The Courthouse Hotel, known across Newtown simply as The Courty, has poured beer just off King Street since 1859. It stands at 202 Australia Street, a half-minute from the strip yet calmer than it. The draw is a backyard beer garden that locals treat as a second living room.
The pub carries real history. It opened as the Kingston Lodge Hotel and took the Court House name in 1884, and it has stayed in tight ownership for generations, a run that drew coverage when the freehold was offered to market.
Broadsheet and Sydney.com both center the beer garden in any description, a large paved terrace that fills with a cross-section of Newtown: students, tradies, professionals and old-timers in the same session. The interior keeps a relaxed, neighbourhood-backyard feel rather than a designed one.
Who would love it: people who want a cold beer, a parmy and a long afternoon with no pretension. Who should skip it: anyone after cocktails, a quiet date table or a dress-code night, since this is a pub first and a loud one on weekends.
The kitchen runs the classics. The bistro menu leans on a chicken parmigiana and the Courty burger, the kind of plates built to soak up a few schooners rather than to chase a hat, as Tripadvisor and Yelp reviewers consistently note.
The interior keeps things plain on purpose. There is no cocktail program to speak of and no designed theme, just a working pub built around schooners, screens and a steady run of parmys and burgers from the kitchen.
The pub keeps the everyday rituals alive. Morning bingo, AFL on the big screens and pinball machines fill the room between drinks, which keeps the crowd broad and the mood unbothered across the week.
The beer garden is the reason most locals name it first. It is a large paved yard rather than a manicured terrace, and on a sunny weekend it draws the full Newtown spread, from students on a budget to families and after-work tables.
Beer is the spine of the list, with a rotating tap range and the standard spirits behind the bar. Pricing is mainstream Sydney pub level, and the garden is the seat to claim early on a sunny weekend.
It rewards a long, unhurried visit over a quick one, and the lack of pretension is exactly what keeps three generations of Newtown coming back. It anchors the local pub run rather than the cocktail circuit.
See where it lands in our best pubs in Sydney guide, or browse the Newtown options in our Sydney bar guide.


*Task instructions*:
Only the lines from the one with "as a bounding box." onward are wanted, through the last line of the entries, set down exactly.

**** Information shown ****

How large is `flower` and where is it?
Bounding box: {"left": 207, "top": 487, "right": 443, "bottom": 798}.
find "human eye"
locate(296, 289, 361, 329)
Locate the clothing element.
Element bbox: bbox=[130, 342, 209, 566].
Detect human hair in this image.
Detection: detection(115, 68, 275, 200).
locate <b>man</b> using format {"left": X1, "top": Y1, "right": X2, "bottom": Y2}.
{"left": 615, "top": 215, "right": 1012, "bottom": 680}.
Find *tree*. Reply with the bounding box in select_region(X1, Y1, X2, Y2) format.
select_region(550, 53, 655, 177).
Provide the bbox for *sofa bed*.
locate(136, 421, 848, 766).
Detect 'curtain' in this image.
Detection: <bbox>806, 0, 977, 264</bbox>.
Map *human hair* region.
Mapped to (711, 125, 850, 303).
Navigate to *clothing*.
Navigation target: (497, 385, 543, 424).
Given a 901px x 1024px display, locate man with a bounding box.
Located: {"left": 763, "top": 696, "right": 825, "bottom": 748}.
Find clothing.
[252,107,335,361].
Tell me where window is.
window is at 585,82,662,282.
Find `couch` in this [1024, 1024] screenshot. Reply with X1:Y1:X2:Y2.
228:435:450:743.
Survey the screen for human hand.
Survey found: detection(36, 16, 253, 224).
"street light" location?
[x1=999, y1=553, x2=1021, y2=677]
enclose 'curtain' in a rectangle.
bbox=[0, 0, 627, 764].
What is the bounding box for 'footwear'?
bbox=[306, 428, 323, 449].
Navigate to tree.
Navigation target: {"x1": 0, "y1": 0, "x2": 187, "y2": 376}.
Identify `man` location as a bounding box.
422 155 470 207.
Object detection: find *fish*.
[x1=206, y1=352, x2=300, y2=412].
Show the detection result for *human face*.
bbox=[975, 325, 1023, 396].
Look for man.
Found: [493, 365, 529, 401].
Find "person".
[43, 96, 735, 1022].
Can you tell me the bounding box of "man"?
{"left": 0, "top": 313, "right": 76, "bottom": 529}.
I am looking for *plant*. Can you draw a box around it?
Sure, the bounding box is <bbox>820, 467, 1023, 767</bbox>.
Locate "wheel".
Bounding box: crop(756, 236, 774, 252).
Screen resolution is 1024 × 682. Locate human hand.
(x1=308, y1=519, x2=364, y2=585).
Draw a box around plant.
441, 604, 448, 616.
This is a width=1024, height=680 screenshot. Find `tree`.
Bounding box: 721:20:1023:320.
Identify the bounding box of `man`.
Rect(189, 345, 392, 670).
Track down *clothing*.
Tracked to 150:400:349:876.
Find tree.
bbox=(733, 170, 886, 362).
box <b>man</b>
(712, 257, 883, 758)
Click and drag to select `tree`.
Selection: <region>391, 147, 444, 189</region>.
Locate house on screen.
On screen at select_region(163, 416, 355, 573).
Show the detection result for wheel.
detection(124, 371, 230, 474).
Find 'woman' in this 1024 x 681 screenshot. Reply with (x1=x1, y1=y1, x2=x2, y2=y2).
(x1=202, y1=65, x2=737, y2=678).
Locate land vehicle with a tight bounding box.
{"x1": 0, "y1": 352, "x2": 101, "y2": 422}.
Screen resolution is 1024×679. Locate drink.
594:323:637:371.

****

*Response for this exercise*:
Identify `man` location as a bounding box.
422 155 470 207.
Object detection: find *fish*.
[x1=206, y1=352, x2=300, y2=412].
Show the detection result for *human face*.
bbox=[975, 325, 1023, 396].
Look for man.
Found: [493, 365, 529, 401].
Find "person".
[43, 96, 735, 1022].
Can you tell me the bounding box of "man"?
{"left": 0, "top": 313, "right": 76, "bottom": 529}.
I am looking for *plant*. Can you draw a box around it?
Sure, the bounding box is <bbox>820, 467, 1023, 767</bbox>.
Locate "wheel".
Bounding box: crop(756, 236, 774, 252).
Screen resolution is 1024 × 682. Locate human hand.
(x1=308, y1=519, x2=364, y2=585).
Draw a box around plant.
441, 604, 448, 616.
This is a width=1024, height=680 screenshot. Find `tree`.
Bounding box: 721:20:1023:320.
Identify the bounding box of `man`.
Rect(189, 345, 392, 670).
Track down *clothing*.
Tracked to 150:400:349:876.
Find tree.
bbox=(733, 170, 886, 362).
box <b>man</b>
(712, 257, 883, 758)
Click and drag to select `tree`.
Selection: <region>391, 147, 444, 189</region>.
Locate house on screen.
On screen at select_region(163, 416, 355, 573).
Show the detection result for wheel.
detection(124, 371, 230, 474).
Find 'woman' in this 1024 x 681 screenshot. Reply with (x1=x1, y1=y1, x2=x2, y2=y2).
(x1=202, y1=65, x2=737, y2=678).
Locate land vehicle with a tight bounding box.
{"x1": 0, "y1": 352, "x2": 101, "y2": 422}.
Screen resolution is 1024×679. Locate drink.
594:323:637:371.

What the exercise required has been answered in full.